Soon the German exchange girl came by, the girl who would, she told me in a charming accent, be my server today. I must say that no German exchange girl in the annals of humankind ever looked as stunning as this fräulein. She had steel blue eyes that were almost lacerating they were so vulnerable, and it seemed to me that she had been crying recently. Perhaps the fräulein cried because she knew that there was nothing this life promised that it delivered, which is to say that every human interaction was mediated by the grim facts surrounding us — hemorrhagic fever, Arabs slaughtering Africans, Hindus slaughtering Muslims, Israelis slaughtering Palestinians, and vice versa; children perishing of diarrhea or malaria, dozens of them since I’d sat down for my lobster salad; massive earthquakes; tsunamis that swept hundreds of thousands out to sea; and worse. When you thought of it, if you happened to be a German exchange fräulein working the bar, the world was composed of heartless nonsense, and it was plain to see that all we wanted, this girl and I, was to speak of the necessity for warmth, to speak of how irrefutable human kindness could be if it were only practiced more regularly. Why didn’t I tell Brittany, the maître d’, that the rosy hue of her cheeks could make any child smile, and how lucky her husband was to press his face against hers? Why didn’t I congratulate Ned Roberts on the fact that he’d once routinely held Ned Jr. in his arms, that he had whispered to Ned Jr. that everything would be all right, even though this was erroneous. How was it that I detested anyone who supported the proposal for a bike path running to the far end of the island? Where was the warmth? When I asked Olga or Nina or Elsa, or Whatever her name was, for my Bloody Mary, there was a look on her face of benediction, as if she alone could deliver me from the desperation of my situation, and so I waited with great excitement for her return, and when she brought me the beverage, I told her my secret member number, after which I knew, without hesitation, that it was safe to tell her my story.

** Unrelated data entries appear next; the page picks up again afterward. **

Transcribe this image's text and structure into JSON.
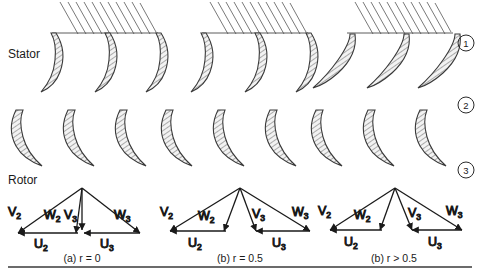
{
  "figure": {
    "background_color": "#ffffff",
    "line_color": "#1a1a1a",
    "blade_fill": "#e6e6e6",
    "hatch_color": "#555555",
    "row_labels": {
      "stator": "Stator",
      "rotor": "Rotor"
    },
    "station_markers": [
      {
        "label": "1"
      },
      {
        "label": "2"
      },
      {
        "label": "3"
      }
    ],
    "captions": [
      {
        "label": "(a) r = 0"
      },
      {
        "label": "(b) r = 0.5"
      },
      {
        "label": "(b) r > 0.5"
      }
    ],
    "velocity_labels": {
      "v2": {
        "base": "V",
        "sub": "2"
      },
      "w2": {
        "base": "W",
        "sub": "2"
      },
      "v3": {
        "base": "V",
        "sub": "3"
      },
      "w3": {
        "base": "W",
        "sub": "3"
      },
      "u2": {
        "base": "U",
        "sub": "2"
      },
      "u3": {
        "base": "U",
        "sub": "3"
      }
    },
    "groups": [
      {
        "name": "reaction-zero",
        "caption": "(a) r = 0",
        "stator_blade_style": "steep-curved",
        "rotor_blade_style": "crescent-left",
        "triangle_shape": "impulse-symmetric-vertical-v3"
      },
      {
        "name": "reaction-half",
        "caption": "(b) r = 0.5",
        "stator_blade_style": "steep-curved",
        "rotor_blade_style": "crescent-left",
        "triangle_shape": "mirror-symmetric"
      },
      {
        "name": "reaction-above-half",
        "caption": "(b) r > 0.5",
        "stator_blade_style": "shallow-curved",
        "rotor_blade_style": "crescent-left",
        "triangle_shape": "mirror-symmetric-wide"
      }
    ]
  }
}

European citizens are more informed than we are in matters of international relations. Olga or Elsa listened with cocked head and one perfectly shaved leg bent slightly at the knee as I spun out a web of intrigue. Occasionally, she would brush back some of the delightful hair that fell into her eyes, almost as if these rogue locks knew that their indiscipline made her ever more vulnerable. She was all ears as I explained to her that federal agents were now present on the island, that they were conducting informational sweeps even as we spoke. And because she was so receptive, I then posed first to her some of the questions I now pose here. How did dark-complected hostiles discover that our island was an effective launching pad for their plot to overcome our nation through terror? How was it that they first realized the value of this place, this sleepy outcropping in the middle of the Sound of which no one knew a thing, except perhaps the three thousand people who have been coming here for generations, interbreeding, trying to keep out the uncivilized hordes beyond? How did this become the high-value target? This was not a place that anyone would bother to blow up with their impressive homemade fertilizer bombs or their dirty radiation-spewing devices! This was not a place that you would release a pathogen! We don’t even have deer! That nonsense about a deer washing up on one of the beaches! Have you ever run over a deer in your speedboat? I have been on any number of powerboats that ran over lobster traps! But neither myself nor anyone ferrying me anywhere, in thirty years, has ever accidentally run over a deer’s head, nor collided with the broad hindquarters of a buck whose ten points rose above the surface of the Sound like an antediluvian antenna! I have never seen such a thing, Olga, dearest!